Grooms married into a large Alabama family. “I heard stories about the time of the civil rights movement,” he relates, “told in the vernacular of people who had experienced it. And my wife told me stories, too.”
Howard’s story happened in a place where he, too, had family—Mobile. “I had a very different relationship with the town than the people who lived during this episode, and I think that might be true for a lot of people of my generation.” He continues, “I just wanted to explore something that happened before I was really at an age where I could comprehend it.”
“Are you African American writers or are you southern writers,” asks host Gene Edwards. “Or have we gotten to the place where you don’t have to place yourself anymore?” “You’re placed by others, and that’s a reality you have to deal with even if you want to say ‘I am just a writer. I am simply human,’” Johnson responds. “I certainly see myself as an African American writer. Whether I write solely about the African American experience is up to me. It’s a choice, not an obligation.”
Then she continues. “I understand why there’s all this placement and why there’s the African American section, though I think what that kind of says to people is ‘Well, this is that black stuff over here.

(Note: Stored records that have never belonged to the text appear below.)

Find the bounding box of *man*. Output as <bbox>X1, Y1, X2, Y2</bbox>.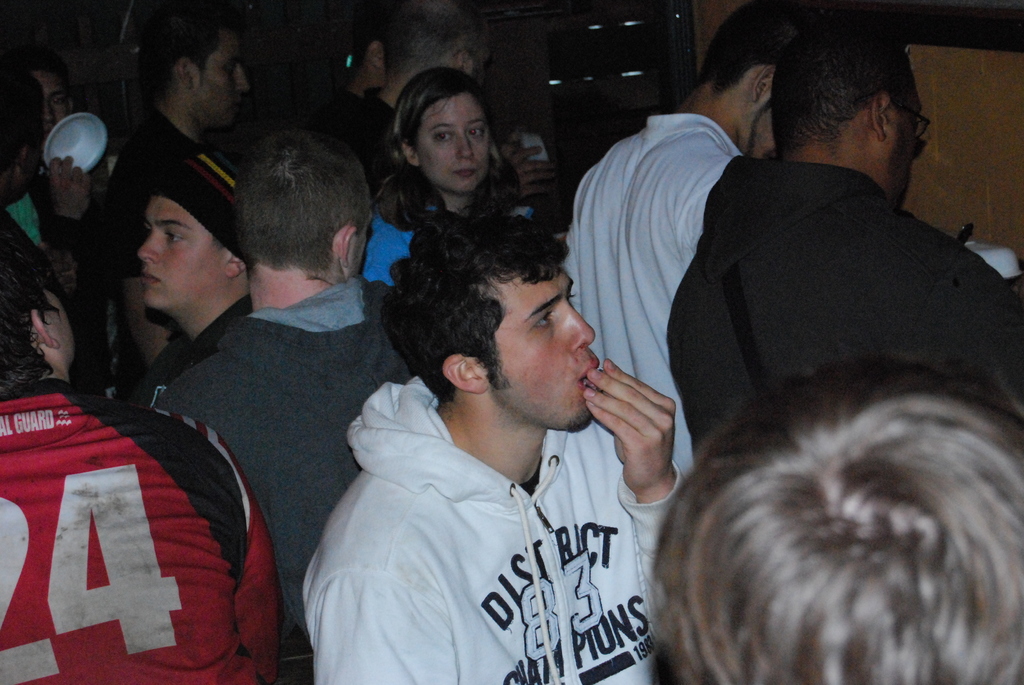
<bbox>0, 226, 283, 684</bbox>.
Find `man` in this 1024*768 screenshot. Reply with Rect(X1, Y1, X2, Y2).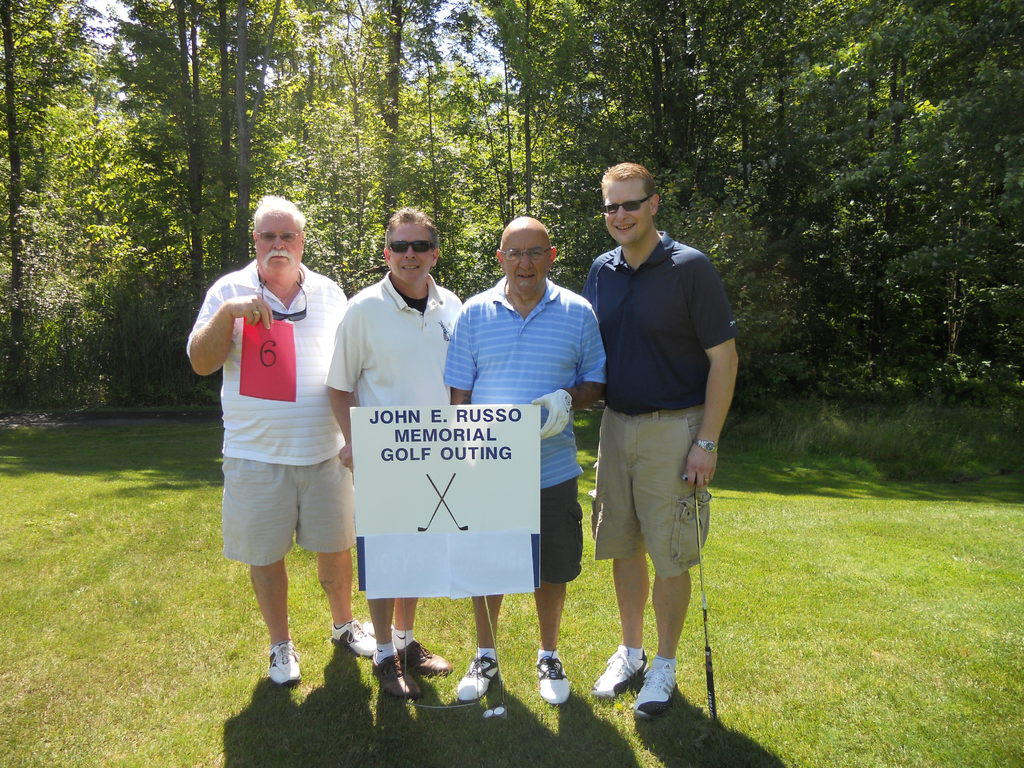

Don’t worry about that. You’ve got the rest of the store.’”
“I don’t strongly object to the idea of having an African American novel section,” counters Grooms. “It does create, I think, a certain focus on that particular cultural entity. I think it’s a good marketing strategy and southern writers have been doing it for a long time.”
“I think that sometimes the shelf space becomes very limited,” Howard expands. “We might be mixed in with everything that is classic, everything that is contemporary. So for those of us who might have a first or second book out, we might not have as much play as we want.”
And when it comes to writing about race, he cites Harper Lee, Eudora Welty, and William Faulkner as “southern white writers who’ve taken up race in their work. I think there are so many other writers who might want to take that up in their conversation but might also want to write other things. So I think it’s wonderful to see that kind of mix.”